Lang Lang will take part in the Orchestra’s new “Spotlight Series” of solo recitals. His is set for Sunday, March 23, at 7 p.m. Also highlighted will be pianist Daniil Trifonov, Wednesday, Feb. 26, at 8 p.m.; and Curtis Institute of Music alumna, violinist Hilary Hahn, Saturday, May 17, at 8 p.m., in an all-Bach program. 

Yuja Wang, one of the most sought-after concert pianists playing today, will be heard in three performances: Thursday, Jan. 16, 2025, at 7:30 p.m., and Friday and Saturday, Jan. 17 and 18, at 8 p.m. Nezet-Seguin will be on the podium to lead her in Tchaikovsky’s Piano Concerto No. 1. The program also features Margaret Bonds’ “The Montgomery Variations” and William Grant Still’s “Symphony No. 2 (“Song of a New Race”).

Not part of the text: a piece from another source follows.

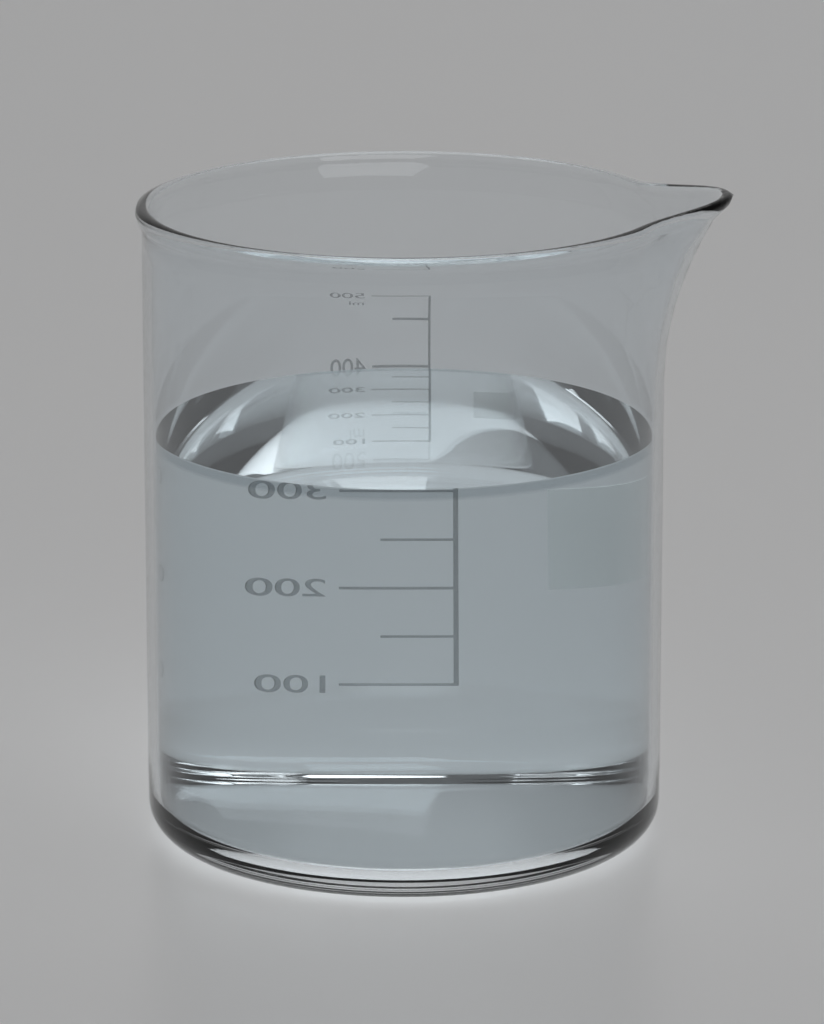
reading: 400 ml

Earlier in the month, Nezet-Seguin will conduct Mahler’s powerful Symphony No. 9 and Jake Heggie’s “Songs of Murdered Sisters” Thursday, Jan. 9, at 7:30 p.m., and Saturday, Jan. 11, at 8 p.m. Heggie is the composer of the opera “Dead Man Walking,” which premiered in San Francisco in 2000 and which is one of the few contemporary operas to hold its place in the repertoire.

As it has for decades, the Orchestra will celebrate the Christmas/New Year’s Eve holidays with music. Nezet-Seguin will conduct George Frideric Handel’s “Messiah” Saturday, Dec. 21, at 7 p.m., and Sunday, Dec. 22, at 2 p.m. Marin Alsop will usher in 2025 Dec. 31 at 7 p.m. with a concert of musical bubbles.

In a welcomed “tip of the hat” to old timers like me, who heard his first Orchestra concert in 1956 in this very venue, the “Fabulous Philadelphians” will return to the stage of the Academy of Music, their home from 1900 until 2000 and where they earned that marvelous nickname. Maestro Nezet-Seguin will lead the Orchestra Thursday, May 22, at 7:30 p.m. and Friday and Saturday, May 23 and 24, at 2 p.m. His program will include Florence Price’s Piano Concerto in One Movement and Beethoven’s “Choral” Symphony No. 9 in D minor. Soloists in the Beethoven include soprano Leah Hawkins, mezzo Rihab Chaieb, tenor Issachah Savage and bass-baritone Ryan McKinny, plus the Philadelphia Symphonic Choir. Soloist in the Price will be Lara Downes.